When Liz tells her three friends about the scholarship rejection, they each have different responses. Britt looks ready to fight someone for her, Gabi offers to have her parents’ lawyer call Pennington, and Stone suggests that they do a cleansing ritual on Liz’s clarinet. When all three girls are caught up to speed regarding Liz’s plan to run for prom queen, Gabi takes point on the situation. Interested in fashion and set to attend the Fashion Institute of Technology in the fall, Gabi is ready to dress Liz to fit the part of prom queen. Stone is in charge of running data from Campbell Confidential to find out where Liz stands in the polls. Britt is as enthused as Liz is about having to change out of their comfortable, grunge aesthetic clothing. Gabi takes Liz’s registration form and leaves, happy to take care of the remaining signatures for her. Liz is tasked with calling Gabi later that night in order to plan her outfit for the prom court kickoff meeting the next day.
In the first section of the novel, “Week Zero,” Leah Johnson immediately introduces themes of otherness and anxiety. There are numerous factors at play that render Liz Lighty, the novel’s protagonist, different from those around her. Liz is Black and poor in a high school that is made up of predominantly white and wealthy students. Liz is desperate to get a scholarship to supplement loans and savings to attend Pennington. Meanwhile the high school offers a cash an award for its prom queen, which underscores how a dominant culture can withhold economic resources from the people who need them most. The money that the town provides for the prom queen circulates within the same wealthy circles, as most students who win tend to come from legacy families, either their siblings or their parents have once won prom queen or king. This symbolizes the way that wealth likewise tends to circulate at the top rungs of society and emphasizes how American capitalism has a tendency of leaving certain groups of people at a disadvantage. The high school setting of the novel thus becomes a microcosm, a smaller reflection of the larger societal forces at play in the world.

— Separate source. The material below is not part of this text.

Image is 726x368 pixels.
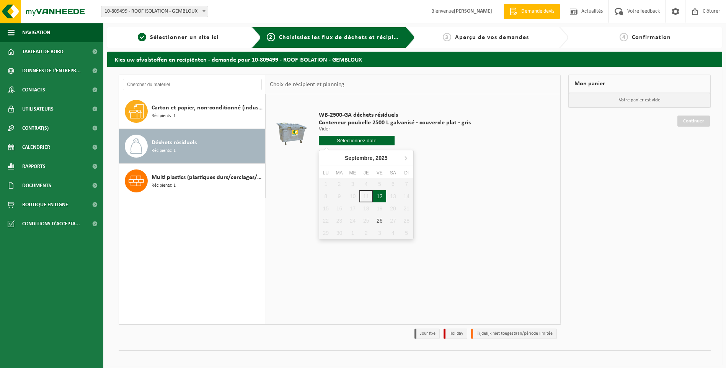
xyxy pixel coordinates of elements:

The desperation that drives Liz in the narrative is yet another trait that separates her from the other students in her school. Liz’s desire to go to Pennington is not flighty or selfish. Instead, Pennington is the last remaining connection Liz has to her mother. The university, too, is an entirely logical and pragmatic choice. Liz wants to remain close enough to her family in case Robbie, diagnosed with sickle cell anemia, becomes more ill. Furthermore, Liz wants to become a doctor so that she can help people like Robbie.
Liz’s dreams are thus entirely contingent on the people around her; they are formed from her care for her grandparents and Robbie, from wanting to protect and provide for them instead of burdening them. The dreams of the other students in the school do not carry a similar weight. Gabi, Liz’s best friend, has always been in love with fashion and has a passion for designing clothes. Unlike Liz, Gabi has the luxury of dreaming for herself, and not for the others around her. Liz’s anxiety, yet another theme that Johnson refers to throughout the novel, stems from all the responsibilities that she takes on. Liz is aware that her family is not wealthy and is desperate not to burden them with her troubles. Liz stands alone, feeling separate from her family, her friends, and the rest of the town.